The SCN Encourager – Monday, March 25, 2013
We could’ve written a better headline than this!
I attended a website conference last week which required an overnight stay in a hotel near Chicago. For whatever reason, I always enjoy finding the USA TODAY by the door of the room in the morning. I don’t even mind if the hotel bill is attached to it. For an old guy, this is the perfect way to start an out-of-town morning.
So as an old guy, I was drawn to the headline “Old dinosaurs ‘paleo’ in new comparisons.” Whenever the word “dinosaur” is used in a the headline or title, I check it out. It’s always possible the article is actually an exposé on the state of school communications – and you never know when a young reporter will be critical of veteran communicators for not explaining the new common core curriculum to parents via twitter or using some app created by a 5th grader. So I investigate. I prefer to get my bad news first hand.
After making sure that the article was not critical of you or me, I shook my head at the headline. What a dumb play on words! I’d like to think any one of us could’ve written a better one. Of course, my own track record doesn’t necessarily support this belief, but we school communicators are optimists, right? Lifetime learning involves the whole lifetime … so there’s hope for every dinosaur.
Unfortunately, while scoffing at the headline last week and writing down a reminder to share it with you later (since mental notes usually elude me), I read the entire article and saw that this science-technology-research thing will likely impact my personal finances in a negative way.
Here’s how.
Awhile back I wrote that my three daughters were all in their 20s and that they all had serious boyfriends (one with a fiancé even). I shared that my wife has been monitoring our family budget like a hawk (one that can ask questions), and that the potential for big time wedding expenses was looming.
I’ll admit. This has kind of been wearing on me, and I feel like I’m living in the shadow of a big wedding cost count-down clock that bears resemblance to the perpetual spinning wheel on my gas meter.
I thought I had a reasonable grace period, though – until I read this article.
My oldest daughter’s fiancé has two master’s degrees and is studying for his doctorate in marine biology. They’ve announced that they do not intend to get married until he gets his Ph.D. And I was quietly confident that this would take a real long time. I say, what’s the rush when learning is in the balance? I’ve got more than enough time to get my financial act together.
But according to the University of Chicago’s Neil Shubin in the USA TODAY article, today’s new technologies make it possible for researchers to complete “in one day what it took a Ph.D. student in an entire thesis 15 years ago.”
Huh? It only takes one day now? But what if I liked the old traditional research schedule? Once again, it seems today’s new technology tools have collided with “education as we’ve known it” much to my detriment.
It’s one thing to be an old dinosaur – but it looks like I’m destined to be a poor one, too.
Hope your week is getting off to a better start!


◆ Directions:
Whenever a line of the listing contains "pixels", it counts; give the total number of such lines and nothing more.
── Input records
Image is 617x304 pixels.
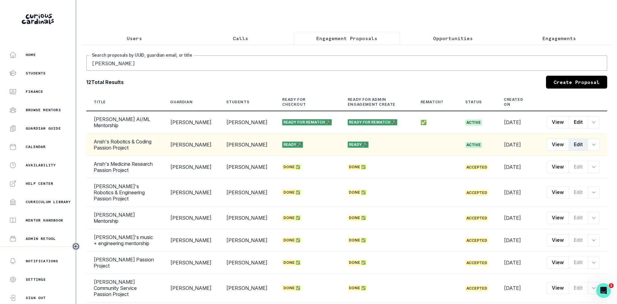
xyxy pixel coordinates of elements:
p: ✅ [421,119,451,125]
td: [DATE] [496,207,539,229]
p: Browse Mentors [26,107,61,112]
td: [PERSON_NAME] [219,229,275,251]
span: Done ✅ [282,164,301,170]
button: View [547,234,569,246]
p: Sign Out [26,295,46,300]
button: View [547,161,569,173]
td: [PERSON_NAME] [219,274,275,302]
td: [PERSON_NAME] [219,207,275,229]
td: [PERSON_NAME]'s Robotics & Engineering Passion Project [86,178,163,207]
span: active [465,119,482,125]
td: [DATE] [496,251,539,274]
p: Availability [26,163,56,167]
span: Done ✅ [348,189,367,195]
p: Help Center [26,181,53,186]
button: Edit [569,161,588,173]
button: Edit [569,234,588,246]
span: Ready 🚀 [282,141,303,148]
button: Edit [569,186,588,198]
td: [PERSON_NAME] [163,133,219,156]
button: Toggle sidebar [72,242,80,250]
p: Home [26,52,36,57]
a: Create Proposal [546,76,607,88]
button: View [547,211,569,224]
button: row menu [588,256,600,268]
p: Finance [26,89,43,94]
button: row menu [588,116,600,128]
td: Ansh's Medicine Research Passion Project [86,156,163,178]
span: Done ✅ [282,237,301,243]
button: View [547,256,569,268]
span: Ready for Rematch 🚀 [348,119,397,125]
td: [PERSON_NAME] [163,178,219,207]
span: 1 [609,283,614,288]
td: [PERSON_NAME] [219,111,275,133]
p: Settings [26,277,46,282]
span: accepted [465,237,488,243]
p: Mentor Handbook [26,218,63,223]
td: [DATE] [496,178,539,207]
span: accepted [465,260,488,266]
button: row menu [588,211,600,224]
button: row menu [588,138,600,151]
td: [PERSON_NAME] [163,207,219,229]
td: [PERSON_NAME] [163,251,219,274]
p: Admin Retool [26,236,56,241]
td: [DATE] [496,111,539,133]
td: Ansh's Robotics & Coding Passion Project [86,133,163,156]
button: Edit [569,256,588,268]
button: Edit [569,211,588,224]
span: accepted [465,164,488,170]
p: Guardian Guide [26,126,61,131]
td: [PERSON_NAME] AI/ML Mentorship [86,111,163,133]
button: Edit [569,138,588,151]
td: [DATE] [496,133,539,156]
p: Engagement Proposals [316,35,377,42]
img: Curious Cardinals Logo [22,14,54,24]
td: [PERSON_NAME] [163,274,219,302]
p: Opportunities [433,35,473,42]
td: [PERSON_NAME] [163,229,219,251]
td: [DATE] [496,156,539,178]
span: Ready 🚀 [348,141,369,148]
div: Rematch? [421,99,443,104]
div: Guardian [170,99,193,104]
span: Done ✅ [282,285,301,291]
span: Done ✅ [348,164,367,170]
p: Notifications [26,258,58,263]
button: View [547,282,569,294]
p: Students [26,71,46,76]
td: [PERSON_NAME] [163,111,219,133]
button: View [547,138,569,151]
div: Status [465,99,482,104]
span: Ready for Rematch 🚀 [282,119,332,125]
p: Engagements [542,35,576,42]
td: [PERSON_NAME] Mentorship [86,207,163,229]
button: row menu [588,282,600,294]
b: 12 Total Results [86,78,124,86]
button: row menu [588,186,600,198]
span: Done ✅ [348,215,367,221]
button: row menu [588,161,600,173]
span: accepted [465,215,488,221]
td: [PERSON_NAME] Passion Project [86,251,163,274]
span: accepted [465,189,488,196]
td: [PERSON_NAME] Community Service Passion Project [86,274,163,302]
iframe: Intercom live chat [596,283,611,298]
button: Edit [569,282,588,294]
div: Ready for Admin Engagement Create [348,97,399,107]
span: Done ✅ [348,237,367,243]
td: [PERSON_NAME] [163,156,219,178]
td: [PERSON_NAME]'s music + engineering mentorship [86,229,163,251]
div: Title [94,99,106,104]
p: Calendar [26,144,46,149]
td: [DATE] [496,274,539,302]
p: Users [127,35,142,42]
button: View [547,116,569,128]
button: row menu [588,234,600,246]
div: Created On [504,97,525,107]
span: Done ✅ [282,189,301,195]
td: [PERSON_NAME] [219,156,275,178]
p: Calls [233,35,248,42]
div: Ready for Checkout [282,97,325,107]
────
── Input records
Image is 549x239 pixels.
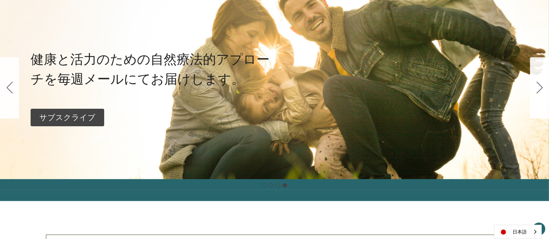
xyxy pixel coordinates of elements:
────
◆ Result:
2